The travellers moved on. The National Timber Group had to spend £300,000 on repairs, court fees – and to legitimately dispose of the junk.
Only once travellers are formally asked to leave can local authorities seek a court order to move them – a process which can take months to complete
Exactly a month later, the gang were at it again at a vacant warehouse awaiting demolition on Station Road in Colliers Wood. The ‘traveller encampment’ had been established there for two days, junk already being poured in, when Goody Demolition Ltd worker James Wall dared to enter. Mr Wall later gave evidence about the chilling demand made by ‘Martin… who was the leader of the group’.
Mr Moorhouse said the gang leader told him: ‘If he was paid £5,000 they would leave the site within five minutes. They had previously been paid to leave the same site by the owners; that had clearly not prevented them from returning. The gang leader added that, if unpaid, ‘‘I will fill this unit to the brim in two days”.’
No blackmail money being paid, the gang carried on, ignoring attending police and bailiffs, until the empty warehouse was full of waste 5ft high.
Within three days of arriving, Martin Ward ordered the caravans to move on. The clean-up cost £25,000.
Just over a month later, the caravans made camp behind the loading bay at the Sofology furniture store in Kingston Road, New Malden. Doherty was caught on camera dumping more waste.
But it is only three years later that the gang finally faced justice… of sorts.
The Environment Agency had to invest in a huge operation, codenamed Operation Angola, to convict them, combing through hundreds of hours of grainy CCTV.
And the gang strung it out to the last.
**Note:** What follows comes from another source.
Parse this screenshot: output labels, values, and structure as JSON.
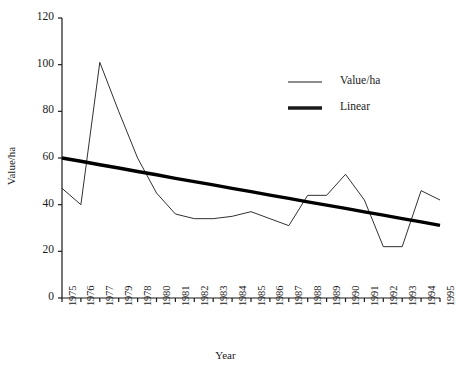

Although the case eventually reached Crown Court in March last year, Martin Ward did not plead guilty until June, the rest not until the eve of the planned trial in February.
And even then, the resulting sentences seem lenient.
There has been talk of seizing offenders’ vehicles and putting three points on their licences. An Economic Crime Unit can freeze and seize culprits’ assets.
Gang leader Martin Ward – most recently of Rickmansworth, Herts, and already in prison for nine years for another, unidentified, serious offence – was given an additional 18 months’ jail.
His lieutenant Doherty, of Boarstall, Buckinghamshire, was jailed for 28 months.
But their accomplices Michael Ward, of Rickmansworth, and O’Donnell, of London, both of whom had previous convictions for fly-tipping, were freed with suspended sentences of 14 months. The pair were also given a rather optimistic ‘rehabilitation requirement’, plus 150 hours’ unpaid work.
No orders for costs or compensation were made, despite the ruinous impact on victims.
And Martin Ward, whose crimes left clean-up bills of half a million pounds, was told to pay a pathetic ‘victim surcharge’ of just £187.